RFC 2035 (rfc2035) - Page 3 of 16


RTP Payload Format for JPEG-compressed Video



Alternative Format: Original Text Document



RFC 2035           RTP Payload Format for JPEG Video        October 1996


   baseline JPEG, many hardware implementation fall short of the
   baseline specification (e.g., most hardware cannot decode non-
   interleaved scans).

   In practice, most of the table-specification data rarely changes from
   frame to frame within a single video stream.  Therefore, RTP/JPEG
   data is represented in abbreviated format, with all of the tables
   omitted from the bit stream.  Each image begins immediately with the
   (single) entropy-coded scan.  The information that would otherwise be
   in both the frame and scan headers is represented entirely within a
   64-bit RTP/JPEG header (defined below) that lies between the RTP
   header and the JPEG scan and is present in every packet.
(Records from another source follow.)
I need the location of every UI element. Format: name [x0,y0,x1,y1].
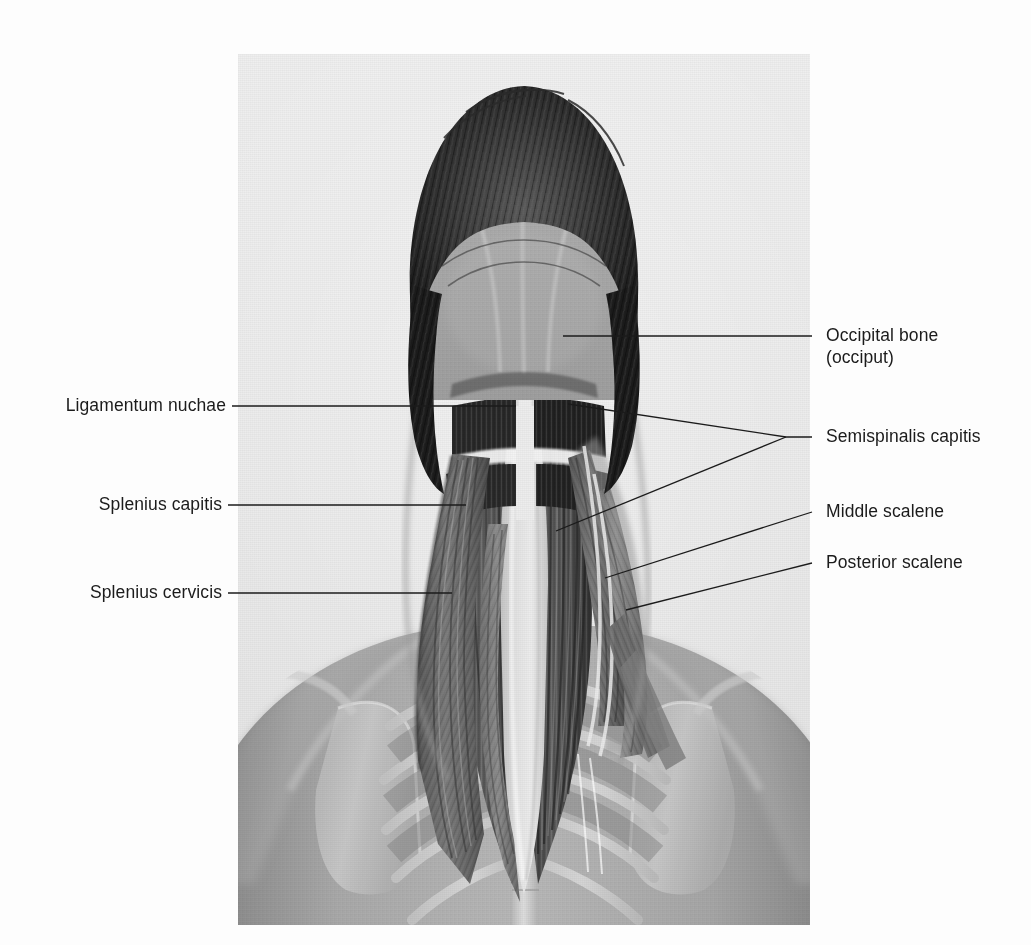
figure-root: Occipital bone (occiput) Semispinalis ca… [0,0,1031,945]
label-splenius-capitis: Splenius capitis [0,494,222,516]
anatomy-photograph [238,54,810,925]
label-ligamentum-nuchae: Ligamentum nuchae [0,395,226,417]
label-splenius-cervicis: Splenius cervicis [0,582,222,604]
label-middle-scalene: Middle scalene [826,501,944,523]
label-occipital-bone: Occipital bone (occiput) [826,325,938,368]
label-occipital-bone-line2: (occiput) [826,347,938,369]
photo-grain [238,54,810,925]
label-semispinalis-capitis: Semispinalis capitis [826,426,981,448]
label-occipital-bone-line1: Occipital bone [826,325,938,347]
label-posterior-scalene: Posterior scalene [826,552,963,574]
   While parameters like Huffman tables and color space are likely to
   remain fixed for the lifetime of the video stream, other parameters
   should be allowed to vary, notably the quantization tables and image
   size (e.g., to implement rate-adaptive transmission or allow a user
   to adjust the "quality level" or resolution manually).  Thus explicit
   fields in the RTP/JPEG header are allocated to represent this
   information.  Since only a small set of quantization tables are
   typically used, we encode the entire set of quantization tables in a
   small integer field.  The image width and height are encoded
   explicitly.

   Because JPEG frames are typically larger than the underlying
   network's maximum packet size, frames must often be fragmented into
   several packets.  One approach is to allow the network layer below
   RTP (e.g., IP) to perform the fragmentation.  However, this precludes
   rate-controlling the resulting packet stream or partial delivery in
   the presence of loss.  For example, IP will not deliver a fragmented
   datagram to the application if one or more fragments is lost, or IP
   might fragment an 8000 byte frame into a burst of 8 back-to-back
   packets.  Instead, RTP/JPEG defines a simple fragmentation and
   reassembly scheme at the RTP level.

3.  RTP/JPEG Packet Format

   The RTP timestamp is in units of 90000Hz.  The same timestamp must
   appear across all fragments of a single frame.  The RTP marker bit is
   set in the last packet of a frame.